The project focuses on evaluating the performance of Retrieval Augmented Generation (RAG) systems using the Arize Phoenix platform. The goal was to monitor, optimize, and analyze the effectiveness of a question-answering (QA) system by applying various text segmentation techniques, metadata extraction methods, answer generation engines, and reranking models.
The system is built on three key components:
- LlamaIndex – a framework for implementing RAG systems,
- RAGAS – a library for generating test sets and evaluation metrics,
- Arize Phoenix – a real-time monitoring platform enabling the analysis of data processing pipelines.
The input data consisted of 12 PDF files (205 pages) containing information about the Polish-Japanese Academy of Information Technology.

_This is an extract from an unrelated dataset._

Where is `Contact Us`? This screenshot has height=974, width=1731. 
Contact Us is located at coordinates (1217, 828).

To protect privacy, sensitive data was removed.
- Test Set: 20 queries were generated (including simple, multi-context, and reasoning-based questions) using the GPT-4o-mini model.
- Evaluation: Metrics such as context precision, faithfulness, and answer relevance were used.

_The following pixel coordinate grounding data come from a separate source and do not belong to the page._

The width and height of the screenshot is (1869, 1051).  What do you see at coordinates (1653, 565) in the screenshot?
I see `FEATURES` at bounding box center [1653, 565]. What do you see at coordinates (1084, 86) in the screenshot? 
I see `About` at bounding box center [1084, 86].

- Monitoring: Arize Phoenix was employed to track query processing and response time.
- Best method: Token Splitter – achieved the highest context precision (95%) with good performance.
- Hierarchical Node Parser – had the shortest response time but lower context accuracy (76%).

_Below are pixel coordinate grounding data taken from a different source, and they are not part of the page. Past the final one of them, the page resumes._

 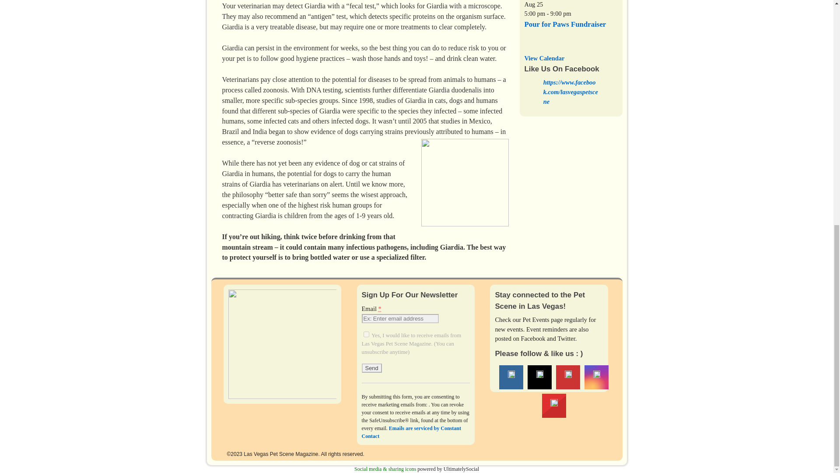 What do you see at coordinates (597, 376) in the screenshot?
I see `Instagram` at bounding box center [597, 376].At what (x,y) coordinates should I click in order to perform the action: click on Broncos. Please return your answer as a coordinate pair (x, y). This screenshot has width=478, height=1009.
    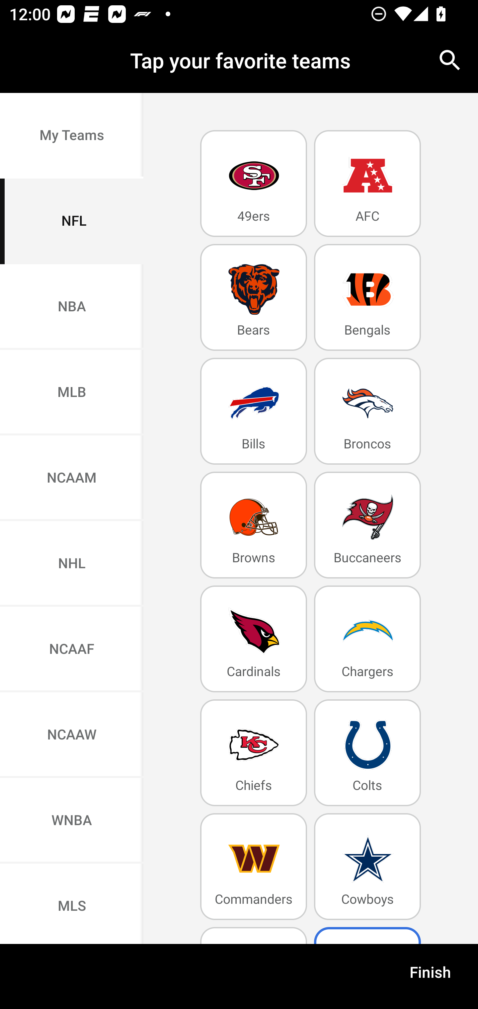
    Looking at the image, I should click on (367, 412).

- Enhancing metadata improved faithfulness (from 97% to 98%) and answer relevance (from 90% to 92%) but slightly reduced context precision (from 95% to 93%).
- SubQuestionQueryEngine outperformed HyDE in speed and response relevance, particularly for reasoning-based queries.
- bge-reranker-large provided better context precision (100%) and reduced response time for reasoning tasks.
- Arize Phoenix enabled an in-depth analysis of RAG processes and optimization of the QA system.
- Best configuration: Token Splitter, metadata extraction, SubQuestionQueryEngine, and bge-reranker-large.
- The results indicate that real-time monitoring is crucial for identifying and improving the efficiency of RAG systems.